Goodson helped lead Cathedral Catholic High to CIF San Diego Section championships in 2005, 2006 and 2007 and was, at 14, the youngest recruit ever to set foot in the office of then-UCI coach April Heinrichs.

But eventually, Goodson, after a coaching change caused her to rescind her verbal commitment to Cal, chose Texas over Tennessee, intent on joining a big-time athletic program in a nationally renowned college town.

At Texas, however, she grew homesick, found herself preferring time in class to that on the practice field, and she discovered that her intuitive play had given way to a more robotic approach. All this formed the realization that she needed a change.

She had played on club teams with Anteaters Judy Christopher, Sarah Devine and Devon Delarosa, and, after quizzing her former teammates about the personality and coaching acumen of UCI head man Scott Juniper, immediately focused on Irvine as a suitable transfer destination.

“Everything I’d heard about Scott was good, and [her former teammates] confirmed that Scott was amazing,” said Goodson, whose mother Shelley (tennis at South Alabama) and father Marc (baseball at South Alabama and Florida State) were also Division I athletes. “I thought that was nice, because I knew how big a part of your life that your relationship with your coach can be.”

Juniper immediately embraced Goodson’s desire to abandon the forward position and helped his new 5-foot-11 phenom blend inconspicuously into a team that lists chemistry as its biggest strength.

“[Juniper] said he could see me fitting perfectly into the defense,” Goodson said.

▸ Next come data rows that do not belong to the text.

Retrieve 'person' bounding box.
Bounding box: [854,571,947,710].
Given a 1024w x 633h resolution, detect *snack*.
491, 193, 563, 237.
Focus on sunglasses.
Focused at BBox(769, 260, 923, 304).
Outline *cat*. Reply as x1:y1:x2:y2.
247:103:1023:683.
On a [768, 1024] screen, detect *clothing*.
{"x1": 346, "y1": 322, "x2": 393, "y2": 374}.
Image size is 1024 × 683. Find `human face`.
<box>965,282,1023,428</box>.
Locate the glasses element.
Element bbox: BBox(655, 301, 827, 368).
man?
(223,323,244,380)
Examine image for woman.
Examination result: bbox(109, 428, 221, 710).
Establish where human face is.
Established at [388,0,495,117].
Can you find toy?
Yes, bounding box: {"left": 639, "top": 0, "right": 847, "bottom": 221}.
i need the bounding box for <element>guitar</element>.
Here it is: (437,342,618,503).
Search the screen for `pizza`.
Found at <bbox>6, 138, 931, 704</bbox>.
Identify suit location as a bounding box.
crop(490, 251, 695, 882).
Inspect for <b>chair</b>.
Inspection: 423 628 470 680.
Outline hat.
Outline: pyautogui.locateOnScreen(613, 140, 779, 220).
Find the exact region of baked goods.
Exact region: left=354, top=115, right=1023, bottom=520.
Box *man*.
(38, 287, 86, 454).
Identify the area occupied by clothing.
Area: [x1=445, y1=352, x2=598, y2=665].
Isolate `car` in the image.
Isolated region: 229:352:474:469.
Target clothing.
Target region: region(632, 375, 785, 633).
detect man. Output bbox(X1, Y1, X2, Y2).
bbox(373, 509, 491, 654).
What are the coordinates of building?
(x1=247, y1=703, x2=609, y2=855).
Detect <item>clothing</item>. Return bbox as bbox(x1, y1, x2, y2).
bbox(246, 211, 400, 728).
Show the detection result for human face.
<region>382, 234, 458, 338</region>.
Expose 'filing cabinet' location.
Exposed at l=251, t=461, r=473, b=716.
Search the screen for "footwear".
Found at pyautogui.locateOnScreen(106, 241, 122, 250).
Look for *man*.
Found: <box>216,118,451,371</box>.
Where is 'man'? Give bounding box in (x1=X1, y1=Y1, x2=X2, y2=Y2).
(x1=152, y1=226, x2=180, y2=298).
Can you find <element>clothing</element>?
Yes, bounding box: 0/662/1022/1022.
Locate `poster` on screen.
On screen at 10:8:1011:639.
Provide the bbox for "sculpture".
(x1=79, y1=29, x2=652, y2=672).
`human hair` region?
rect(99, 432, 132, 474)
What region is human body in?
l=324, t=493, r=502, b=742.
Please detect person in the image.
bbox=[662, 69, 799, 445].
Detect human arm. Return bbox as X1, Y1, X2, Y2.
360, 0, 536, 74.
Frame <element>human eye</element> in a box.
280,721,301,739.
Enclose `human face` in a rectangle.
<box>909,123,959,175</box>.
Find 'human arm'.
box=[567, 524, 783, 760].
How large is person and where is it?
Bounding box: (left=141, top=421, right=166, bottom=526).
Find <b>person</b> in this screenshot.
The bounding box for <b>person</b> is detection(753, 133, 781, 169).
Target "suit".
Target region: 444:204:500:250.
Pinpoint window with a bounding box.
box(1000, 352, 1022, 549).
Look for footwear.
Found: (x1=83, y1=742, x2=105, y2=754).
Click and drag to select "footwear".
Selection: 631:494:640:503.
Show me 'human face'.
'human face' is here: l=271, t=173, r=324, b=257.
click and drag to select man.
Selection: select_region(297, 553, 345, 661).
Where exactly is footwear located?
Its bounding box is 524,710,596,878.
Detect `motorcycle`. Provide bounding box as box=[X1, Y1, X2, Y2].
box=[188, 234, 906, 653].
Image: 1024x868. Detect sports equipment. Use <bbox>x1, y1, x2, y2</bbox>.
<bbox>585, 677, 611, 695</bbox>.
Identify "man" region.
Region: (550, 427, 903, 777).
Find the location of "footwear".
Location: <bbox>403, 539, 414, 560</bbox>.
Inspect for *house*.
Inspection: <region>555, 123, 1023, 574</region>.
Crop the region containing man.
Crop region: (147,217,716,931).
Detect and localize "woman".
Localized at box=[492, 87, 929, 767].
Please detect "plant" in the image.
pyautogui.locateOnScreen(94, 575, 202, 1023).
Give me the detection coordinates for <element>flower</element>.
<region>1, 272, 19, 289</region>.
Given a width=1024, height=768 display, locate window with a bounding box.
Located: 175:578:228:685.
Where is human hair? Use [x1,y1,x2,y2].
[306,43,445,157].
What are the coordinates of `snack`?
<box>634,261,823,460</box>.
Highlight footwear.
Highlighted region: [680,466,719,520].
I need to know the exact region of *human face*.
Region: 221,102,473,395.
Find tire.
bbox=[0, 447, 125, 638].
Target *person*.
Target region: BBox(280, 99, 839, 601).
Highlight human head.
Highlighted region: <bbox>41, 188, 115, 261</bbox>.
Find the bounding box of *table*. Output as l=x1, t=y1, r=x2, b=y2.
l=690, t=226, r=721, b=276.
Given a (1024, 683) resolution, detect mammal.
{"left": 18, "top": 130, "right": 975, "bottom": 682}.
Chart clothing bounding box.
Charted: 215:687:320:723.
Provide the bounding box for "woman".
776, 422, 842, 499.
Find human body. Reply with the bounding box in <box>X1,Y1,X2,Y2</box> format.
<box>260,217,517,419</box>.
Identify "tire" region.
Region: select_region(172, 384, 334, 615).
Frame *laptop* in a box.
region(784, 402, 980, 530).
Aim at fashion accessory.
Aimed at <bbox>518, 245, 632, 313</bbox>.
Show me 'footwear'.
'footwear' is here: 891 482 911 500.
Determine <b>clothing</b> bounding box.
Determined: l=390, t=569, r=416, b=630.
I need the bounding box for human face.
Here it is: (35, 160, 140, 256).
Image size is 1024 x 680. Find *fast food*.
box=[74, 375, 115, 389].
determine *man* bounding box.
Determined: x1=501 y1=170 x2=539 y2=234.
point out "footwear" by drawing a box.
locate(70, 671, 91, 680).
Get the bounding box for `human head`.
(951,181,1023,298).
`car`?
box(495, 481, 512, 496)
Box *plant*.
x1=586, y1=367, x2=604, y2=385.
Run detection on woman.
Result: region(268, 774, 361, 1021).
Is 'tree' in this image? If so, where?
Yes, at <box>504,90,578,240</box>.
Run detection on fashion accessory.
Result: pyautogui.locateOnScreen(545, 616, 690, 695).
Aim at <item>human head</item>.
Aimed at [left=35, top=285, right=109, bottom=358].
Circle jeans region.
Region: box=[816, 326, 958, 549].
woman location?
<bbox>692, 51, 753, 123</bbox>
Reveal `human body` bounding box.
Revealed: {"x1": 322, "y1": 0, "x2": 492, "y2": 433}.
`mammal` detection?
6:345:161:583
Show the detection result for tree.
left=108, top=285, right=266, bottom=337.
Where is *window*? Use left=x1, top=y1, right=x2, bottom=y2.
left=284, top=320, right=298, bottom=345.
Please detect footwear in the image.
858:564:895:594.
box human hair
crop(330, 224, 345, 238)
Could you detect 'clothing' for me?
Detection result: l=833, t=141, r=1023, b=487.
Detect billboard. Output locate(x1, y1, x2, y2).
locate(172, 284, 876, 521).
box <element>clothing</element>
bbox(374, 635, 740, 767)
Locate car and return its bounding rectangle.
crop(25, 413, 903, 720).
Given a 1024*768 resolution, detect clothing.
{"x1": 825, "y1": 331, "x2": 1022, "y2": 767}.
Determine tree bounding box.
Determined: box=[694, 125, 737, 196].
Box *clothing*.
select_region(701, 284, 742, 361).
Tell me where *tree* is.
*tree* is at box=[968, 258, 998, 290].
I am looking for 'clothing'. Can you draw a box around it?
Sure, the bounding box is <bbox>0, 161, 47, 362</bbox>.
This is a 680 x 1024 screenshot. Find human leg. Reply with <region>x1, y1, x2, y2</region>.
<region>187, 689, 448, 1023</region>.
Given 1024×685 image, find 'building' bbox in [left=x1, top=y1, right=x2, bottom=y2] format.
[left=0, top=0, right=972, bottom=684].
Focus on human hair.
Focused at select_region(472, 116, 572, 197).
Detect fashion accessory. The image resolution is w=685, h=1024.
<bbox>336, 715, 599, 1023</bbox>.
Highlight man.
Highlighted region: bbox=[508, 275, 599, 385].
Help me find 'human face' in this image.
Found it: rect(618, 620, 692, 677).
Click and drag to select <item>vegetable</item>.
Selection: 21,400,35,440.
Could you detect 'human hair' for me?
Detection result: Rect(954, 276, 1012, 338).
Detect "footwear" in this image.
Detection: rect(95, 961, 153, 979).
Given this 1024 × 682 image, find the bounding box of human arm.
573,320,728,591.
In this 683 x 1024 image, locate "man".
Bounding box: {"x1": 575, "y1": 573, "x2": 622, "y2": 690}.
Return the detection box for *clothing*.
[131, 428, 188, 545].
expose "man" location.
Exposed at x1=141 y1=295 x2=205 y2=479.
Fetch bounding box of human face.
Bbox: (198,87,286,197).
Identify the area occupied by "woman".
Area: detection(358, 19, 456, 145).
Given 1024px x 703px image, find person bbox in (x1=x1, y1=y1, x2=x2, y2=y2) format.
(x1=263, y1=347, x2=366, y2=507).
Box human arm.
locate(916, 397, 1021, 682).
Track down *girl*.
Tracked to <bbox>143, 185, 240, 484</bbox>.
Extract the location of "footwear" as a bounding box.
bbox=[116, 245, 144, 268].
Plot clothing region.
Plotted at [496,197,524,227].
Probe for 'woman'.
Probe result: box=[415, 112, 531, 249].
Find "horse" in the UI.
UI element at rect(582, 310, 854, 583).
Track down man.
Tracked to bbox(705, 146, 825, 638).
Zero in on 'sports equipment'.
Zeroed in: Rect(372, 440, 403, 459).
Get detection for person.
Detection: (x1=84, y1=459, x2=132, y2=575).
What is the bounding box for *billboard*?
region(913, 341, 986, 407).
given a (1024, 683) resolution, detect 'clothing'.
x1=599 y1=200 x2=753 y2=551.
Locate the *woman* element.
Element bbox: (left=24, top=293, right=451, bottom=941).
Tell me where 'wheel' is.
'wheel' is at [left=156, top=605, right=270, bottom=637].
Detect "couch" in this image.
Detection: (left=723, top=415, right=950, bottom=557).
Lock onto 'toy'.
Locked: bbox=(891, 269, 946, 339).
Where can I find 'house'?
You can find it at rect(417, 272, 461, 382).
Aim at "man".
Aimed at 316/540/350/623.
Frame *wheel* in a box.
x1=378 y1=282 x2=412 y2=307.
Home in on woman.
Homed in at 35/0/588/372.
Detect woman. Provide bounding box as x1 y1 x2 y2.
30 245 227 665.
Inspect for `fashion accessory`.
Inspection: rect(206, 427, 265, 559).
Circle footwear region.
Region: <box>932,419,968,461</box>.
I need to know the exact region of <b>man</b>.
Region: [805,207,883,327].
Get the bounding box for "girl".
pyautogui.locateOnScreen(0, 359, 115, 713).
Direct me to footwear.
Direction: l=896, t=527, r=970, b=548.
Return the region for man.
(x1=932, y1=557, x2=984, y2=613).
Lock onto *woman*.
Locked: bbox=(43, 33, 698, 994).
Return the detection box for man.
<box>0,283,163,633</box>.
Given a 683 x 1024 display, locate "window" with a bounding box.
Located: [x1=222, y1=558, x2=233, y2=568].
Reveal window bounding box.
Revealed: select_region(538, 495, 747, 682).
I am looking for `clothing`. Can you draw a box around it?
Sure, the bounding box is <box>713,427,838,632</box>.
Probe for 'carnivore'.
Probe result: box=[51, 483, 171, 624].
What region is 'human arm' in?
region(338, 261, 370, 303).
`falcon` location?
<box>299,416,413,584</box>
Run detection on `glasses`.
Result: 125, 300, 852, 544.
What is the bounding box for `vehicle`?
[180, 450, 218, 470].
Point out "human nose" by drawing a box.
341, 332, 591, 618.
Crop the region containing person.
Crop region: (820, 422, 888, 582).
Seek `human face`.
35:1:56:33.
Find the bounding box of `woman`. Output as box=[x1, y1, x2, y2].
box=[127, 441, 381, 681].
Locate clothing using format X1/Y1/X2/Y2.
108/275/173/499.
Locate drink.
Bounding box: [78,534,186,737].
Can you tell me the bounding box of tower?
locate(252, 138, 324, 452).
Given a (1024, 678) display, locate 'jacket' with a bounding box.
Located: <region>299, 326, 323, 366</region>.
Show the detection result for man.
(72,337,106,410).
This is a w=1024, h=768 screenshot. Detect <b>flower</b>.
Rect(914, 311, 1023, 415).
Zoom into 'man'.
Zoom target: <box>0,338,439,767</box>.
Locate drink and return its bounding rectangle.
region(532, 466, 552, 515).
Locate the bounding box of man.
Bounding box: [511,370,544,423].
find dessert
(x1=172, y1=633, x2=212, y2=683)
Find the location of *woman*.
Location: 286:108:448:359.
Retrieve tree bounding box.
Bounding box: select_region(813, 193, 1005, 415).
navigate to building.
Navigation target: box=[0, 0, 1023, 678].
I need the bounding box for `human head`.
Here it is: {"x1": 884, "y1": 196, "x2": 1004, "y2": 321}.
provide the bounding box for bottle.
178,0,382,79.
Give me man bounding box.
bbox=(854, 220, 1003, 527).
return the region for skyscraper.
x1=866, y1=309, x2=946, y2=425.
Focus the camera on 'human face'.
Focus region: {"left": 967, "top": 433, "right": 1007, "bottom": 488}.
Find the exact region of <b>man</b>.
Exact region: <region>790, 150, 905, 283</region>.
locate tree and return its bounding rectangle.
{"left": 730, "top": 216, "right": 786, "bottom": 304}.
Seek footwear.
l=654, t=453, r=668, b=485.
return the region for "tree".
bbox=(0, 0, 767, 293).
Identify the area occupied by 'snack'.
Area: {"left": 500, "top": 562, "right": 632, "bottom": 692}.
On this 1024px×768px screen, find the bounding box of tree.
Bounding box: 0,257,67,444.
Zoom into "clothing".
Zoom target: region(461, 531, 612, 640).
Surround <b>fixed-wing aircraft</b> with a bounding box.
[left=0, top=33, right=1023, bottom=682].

That she fits in as much as she stands out is another apparent contradiction. But those in the program’s inner circle rave about Goodson’s unselfishness and her genuine caring for others.

With Goodson completing the puzzle, UCI reeled off a 17-game unbeaten streak that included 13 straight wins. The program’s first Big West regular-season title also made history when UCI became the only team to win all eight regular-season conference games. The ‘Eaters have outscored foes, 49-17, and posted 11 shutouts.

They slowly climbed into the national rankings and, despite a loss to Long Beach State in the conference tournament final, gained the school’s first NCAA Tournament bid as an at-large entry.

They rallied past Arizona State, 2-1, in the opener, then took down ACC champion Wake Forest, 2-0, Sunday, with Goodson scoring the capping goal on one of her trademark vapor-trail blasts from just inside the box.

“She strikes the ball very, very well,” Juniper said. “Technically, she’s at the highest level. She can almost kick it as hard as me.”

Goodson, majoring in sociology with a minor in education, said she wants to eventually teach and coach soccer. Just now, however, there is nowhere she would rather be than helping this team.

“I think this is the right place for me,” she said. “I don’t even know how to explain it. I’m really lucky.”